We compared voice hubs, fall detection sensors, and monitoring options to find the best smart home setup for aging-in-place. Our picks focus on ease of use, emergency response, and keeping seniors independent longer.
Every 19 minutes, an elderly person dies from a fall-related injury.3 That statistic is sobering — but it's also why smart home tech has become such a powerful tool for families who want their parents to stay independent without constant worry.
The goal isn't to turn mom's house into a surveillance hub. It's to layer in quiet safety nets: voice-activated help when she can't reach the phone, sensors that notice when something's wrong, and a way for you to check in without hovering. Here's what we found works best.
| Pick | Best for | Voice Hub | Screen | Emergency Calling |
|---|---|---|---|---|
| Amazon Echo Show 8 (3rd Gen) | Visual check-ins & Alexa Emergency Assist | Alexa | 8" touchscreen | Alexa Emergency Assist |
| Amazon Echo (4th Gen) | Simple voice-first setup | Alexa | None | Alexa Emergency Assist |
| Google Nest Hub (2nd Gen) | Google Home ecosystem | Google Assistant | 7" touchscreen | Google Home emergency contacts |
For seniors, the single most important smart home device is a voice assistant hub. Why? Because when you fall, you can't always reach a phone — but you can often still speak.2
Smart speakers like the Echo or Nest Hub let you call a family member or emergency services just by saying "Alexa, call for help." No buttons, no app navigation, no reading tiny text on a screen. CNET specifically highlights these devices as excellent for aging in place because they offer voice-dialing and emergency assistance without complex controls.2
The Echo Show 8 is our top recommendation for most families. The 8" screen makes video calls feel natural — your parent can see you, you can see them. That alone reduces isolation. But the real value is Alexa Emergency Assist, an add-on service that turns the device into an emergency response hub. Say "Alexa, I'm falling" and it can call a designated contact or emergency services.
The screen also displays medication reminders, weather alerts, and family photos — small quality-of-life features that make it feel like a companion, not a gadget.
Specs:
If your parent finds screens confusing or unnecessary, the standard Echo (a sphere) is the better choice. It's pure voice-first — no touchscreen to fumble with. The 4th Gen model has improved far-field microphones, so it can hear commands from across the room, and it integrates with the same Alexa Emergency Assist service.
This is also the most affordable entry point. You can add motion sensors, smart lights, and door sensors over time to build a fuller safety net.
Specs:
If your family is already in the Google ecosystem (Android phones, Google Photos, Gmail), the Nest Hub is the natural fit. Its 7" screen is slightly smaller than the Echo Show's, but it offers excellent integration with Google Home-compatible sensors and cameras.
For emergency response, you can set up Google Home's emergency contacts feature, and the Nest Hub can show live feeds from connected doorbells and cameras — useful for checking who's at the door without getting up.
Specs:
Beyond voice hubs, you'll want to consider a full security system. Security.org breaks this down clearly: ADT is the best professionally installed system for seniors, with no up-front costs and professional installation. SimpliSafe is the best DIY option, offering professional monitoring with flexible self-installation.1
| Professional (ADT, Vivint) | DIY (SimpliSafe, Ring) | |
|---|---|---|
| Installation | Technician installs everything | You install; can be simpler |
| Monitoring | 24/7 professional monitoring | Optional professional monitoring |
| Cost | Higher monthly fees, low upfront | Lower monthly, higher upfront |
| Best for | Seniors who want zero setup effort | Tech-comfortable seniors or family helpers |
For most elderly parents, professional installation is the safer bet — no confusing setup, no "what if I break it" anxiety. ADT's model of no upfront cost and a technician handling everything removes the biggest barrier.1
Fall detection is the feature families ask about most. There are two approaches:
Wearables (like medical alert pendants or smartwatches): These detect falls via accelerometers and GPS. They're reliable but require the person to actually wear them — and many seniors don't, especially at night or in the shower.
Wi-Fi sensing / motion sensors: Newer systems use motion sensors placed around the home to detect unusual patterns — like no movement in the bathroom for too long, or a sudden impact. These don't require wearing anything, but they're less precise than wearables.
Our take: use both. A voice hub for calling help + motion sensors for passive monitoring + a wearable pendant for active fall detection. Redundancy is your friend here.
We leaned on three sources: Security.org's comprehensive senior-focused security system review, CNET's guide to aging-in-place devices, and AR Home Care's safety guide. All three emphasize the same core principle: the best device is the one your parent will actually use. A complex system with 50 features is useless if it sits in a box. A simple voice speaker that they talk to every day is priceless.
Disclosure: As an Amazon Associate, we earn from qualifying purchases. This doesn't affect our recommendations — we only recommend what we'd buy for our own families.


Lines before the one containing "Find the location of a particular element." are not wanted; restate the rest below word for word, through the last line, but drop any pictures.
======
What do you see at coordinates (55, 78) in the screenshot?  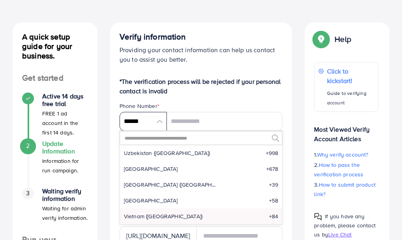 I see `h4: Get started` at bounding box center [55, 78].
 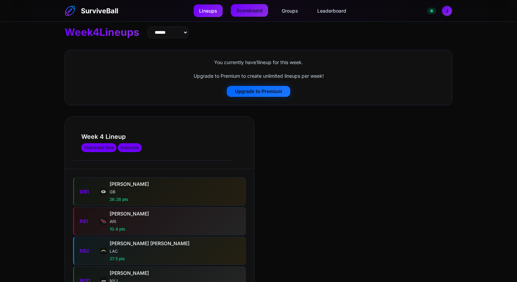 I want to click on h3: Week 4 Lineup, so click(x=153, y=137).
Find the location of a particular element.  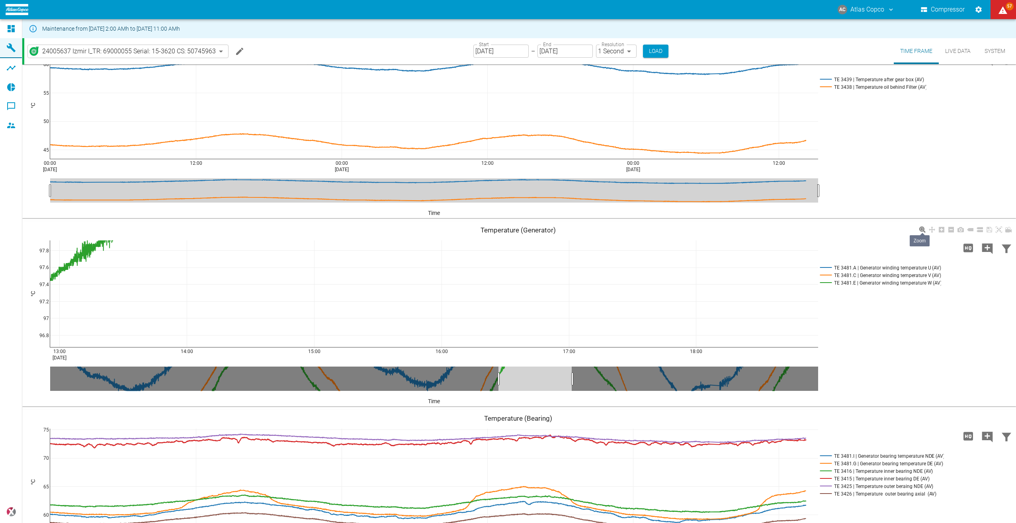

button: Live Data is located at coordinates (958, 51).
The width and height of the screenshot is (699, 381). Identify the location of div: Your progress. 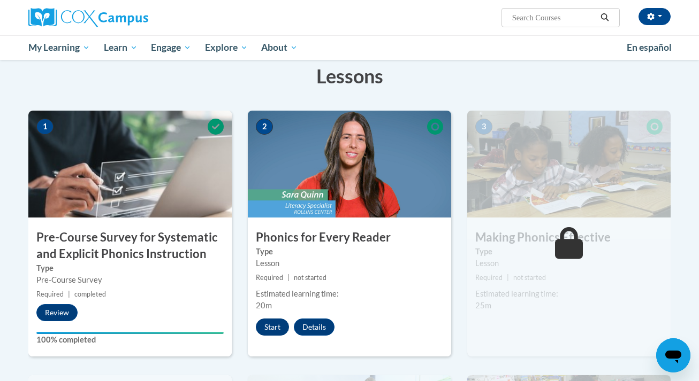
======
### ANSWER SPACE
Find the location of a particular element.  

button: Live Data is located at coordinates (958, 51).
The width and height of the screenshot is (699, 381). Identify the location of div: Your progress. 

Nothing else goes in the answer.